El Ciudadano
Original article: Día del Prisionero Palestino: La tortura y la horca bajo la ocupación israelí
By Vera Baboun, Ambassador of the State of Palestine in Chile
On April 17, we observe Palestinian Prisoner Day, a date that serves as a stark reflection of how the Israeli prison system has deeply influenced and shaped Palestinian political life.
As of early April 2026, Palestinian prisoner institutions reported over 9,600 Palestinians detained in Israeli prisons and detention centers.
Among these, 3,532 are held under administrative detention without charges or trial; the figures also reveal that 10 members of the Palestinian Legislative Council remain imprisoned, along with 119 sentenced to life imprisonment, 84 female inmates (25 of whom are also under administrative detention), and approximately 1,250 detainees from Gaza classified by Israel as “illegal combatants,” a designation that allows for their indefinite confinement outside ordinary criminal law.
Of particular concern are the alarming statistics regarding around 350 Palestinian children—students who should be in classrooms—systematically denied their fundamental right to education.
These numbers indicate that imprisonment among Palestinians is not an isolated occurrence, but rather a collective political reality that transcends age, gender, and regional boundaries.
The case of Marwan Barghouti, a Palestinian leader incarcerated for 24 years, highlights the brutality of the system. According to his lawyer, on April 8, he was brutally beaten in Ghanot prison and left bleeding from the head for over two hours without medical attention. Earlier, on March 24 and 25, he had suffered assaults during his transfer from Megiddo prison.
These incidents are part of an escalating pattern observed in the past two years: severe beatings, prolonged isolation, constant transfers, humiliation, and denial of medical treatment. Additionally, high-level political incitement and threats related to his detention have been reported, including public intimidation and celebration of worsening prison conditions. This includes calls for his execution in the context of a newly approved death penalty law for Palestinian prisoners.
His supporters warn that his life is in real danger; they assert that his immediate release is the only way to protect him.
The human cost extends far beyond individual cases. Since 1967, 326 Palestinians have died in Israeli prisons; 89 of these deaths occurred after October 2023. Palestinian institutions clarify that these figures only include known identities; dozens of detainees from Gaza remain in enforced disappearance.
International bodies have documented a systematic pattern of violations: the International Red Cross reported in November 2025 that its access to Palestinian detainees has been denied since October 7, 2023. Human Rights Watch accused Israeli authorities of subjecting prisoners—including children—to torture, sexual violence, and deprivation of food and medical care.
The UN Office of the High Commissioner for Human Rights and the Israeli organization B’Tselem, in their January 2026 report, described the prison system as “a network of torture camps” for Palestinians. Testimonies from survivors speak of beatings, rapes, sexual assaults, prolonged isolation, medical neglect, and prohibitions on family visits: practices that, according to multiple human rights organizations, are no longer exceptions but institutional policies.

This year, Palestinian Prisoner Day coincides with a very serious legal escalation. On March 30, 2026, the Knesset passed a law expanding the death penalty for Palestinian political prisoners: hanging as the primary punishment for those convicted by military courts for certain deadly attacks, with execution to occur within 90 days.
Human Rights Watch described this law as discriminatory, stating its wording indicates that it will apply primarily—if not exclusively—to Palestinians. UN experts went further, defining it as a death penalty system specifically targeting them.
The judicial imbalance is structural. Palestinians tried in Israeli military courts face a 96% conviction rate, according to Reuters (March 2026). In contrast, violence by settlers against Palestinians is almost never punished: Yesh Din reported that only 3% of cases it monitors result in a conviction, and Reuters noted that just 2% even reach the formal charging stage.
Palestinian Prisoner Day condemns a political system that relies on collective punishment, systematic humiliation, and attempts to break the will of an entire people by attacking their bodies, their leaders, their children, and their dignity. It is not limited to remembering the living and the martyrs; it denounces a continuing crisis of torture, enforced disappearance, and now, the threat of legal execution under a norm that many observers consider designed specifically to target Palestinians.
Supporting Palestinian prisoners today means rejecting the normalization of torture, disappearance, and hanging as instruments of governance. It means asserting that freedom is not just a slogan, but an inalienable right for every Palestinian.
Vera Baboun, Ambassador of the State of Palestine in Chile
La entrada Palestinian Prisoner Day: Torture and Execution Under Israeli Occupation se publicó primero en El Ciudadano.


(Problem to work on):
All of the entries are to be restated word for word.

──────── Exercise inputs ────────

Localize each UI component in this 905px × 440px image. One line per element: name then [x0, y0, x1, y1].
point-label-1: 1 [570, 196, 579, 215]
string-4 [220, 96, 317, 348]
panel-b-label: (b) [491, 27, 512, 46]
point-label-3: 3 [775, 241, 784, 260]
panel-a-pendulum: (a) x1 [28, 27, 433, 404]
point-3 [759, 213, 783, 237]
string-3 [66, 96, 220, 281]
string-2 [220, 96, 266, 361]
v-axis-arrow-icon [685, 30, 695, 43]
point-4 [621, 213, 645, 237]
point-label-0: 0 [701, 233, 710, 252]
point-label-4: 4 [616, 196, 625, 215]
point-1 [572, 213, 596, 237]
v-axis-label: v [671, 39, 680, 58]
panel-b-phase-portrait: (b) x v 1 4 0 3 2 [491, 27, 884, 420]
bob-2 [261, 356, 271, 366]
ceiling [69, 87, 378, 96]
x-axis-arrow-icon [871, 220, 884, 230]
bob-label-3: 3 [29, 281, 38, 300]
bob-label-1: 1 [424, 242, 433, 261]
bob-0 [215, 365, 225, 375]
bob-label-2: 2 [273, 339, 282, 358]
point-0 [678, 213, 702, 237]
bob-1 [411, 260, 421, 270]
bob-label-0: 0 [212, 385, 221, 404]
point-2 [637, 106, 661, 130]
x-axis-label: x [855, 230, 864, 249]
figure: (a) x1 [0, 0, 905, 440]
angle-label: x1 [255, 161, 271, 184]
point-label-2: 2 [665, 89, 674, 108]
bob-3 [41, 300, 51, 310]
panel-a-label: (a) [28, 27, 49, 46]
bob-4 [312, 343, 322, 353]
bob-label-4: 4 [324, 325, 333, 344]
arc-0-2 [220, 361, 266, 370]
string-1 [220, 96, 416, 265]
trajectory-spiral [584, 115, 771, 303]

────────

(Solution to the exercise):
Localize each UI component in this 905px × 440px image. One line per element: name then [x0, y0, x1, y1].
point-label-1: 1 [570, 196, 579, 215]
string-4 [220, 96, 317, 348]
panel-b-label: (b) [491, 27, 512, 46]
point-label-3: 3 [775, 241, 784, 260]
panel-a-pendulum: (a) x1 [28, 27, 433, 404]
point-3 [759, 213, 783, 237]
string-3 [66, 96, 220, 281]
string-2 [220, 96, 266, 361]
v-axis-arrow-icon [685, 30, 695, 43]
point-4 [621, 213, 645, 237]
point-label-0: 0 [701, 233, 710, 252]
point-label-4: 4 [616, 196, 625, 215]
point-1 [572, 213, 596, 237]
v-axis-label: v [671, 39, 680, 58]
panel-b-phase-portrait: (b) x v 1 4 0 3 2 [491, 27, 884, 420]
bob-2 [261, 356, 271, 366]
ceiling [69, 87, 378, 96]
x-axis-arrow-icon [871, 220, 884, 230]
bob-label-3: 3 [29, 281, 38, 300]
bob-label-1: 1 [424, 242, 433, 261]
bob-0 [215, 365, 225, 375]
bob-label-2: 2 [273, 339, 282, 358]
point-0 [678, 213, 702, 237]
bob-1 [411, 260, 421, 270]
bob-label-0: 0 [212, 385, 221, 404]
point-2 [637, 106, 661, 130]
x-axis-label: x [855, 230, 864, 249]
figure: (a) x1 [0, 0, 905, 440]
angle-label: x1 [255, 161, 271, 184]
point-label-2: 2 [665, 89, 674, 108]
bob-3 [41, 300, 51, 310]
panel-a-label: (a) [28, 27, 49, 46]
bob-4 [312, 343, 322, 353]
bob-label-4: 4 [324, 325, 333, 344]
arc-0-2 [220, 361, 266, 370]
string-1 [220, 96, 416, 265]
trajectory-spiral [584, 115, 771, 303]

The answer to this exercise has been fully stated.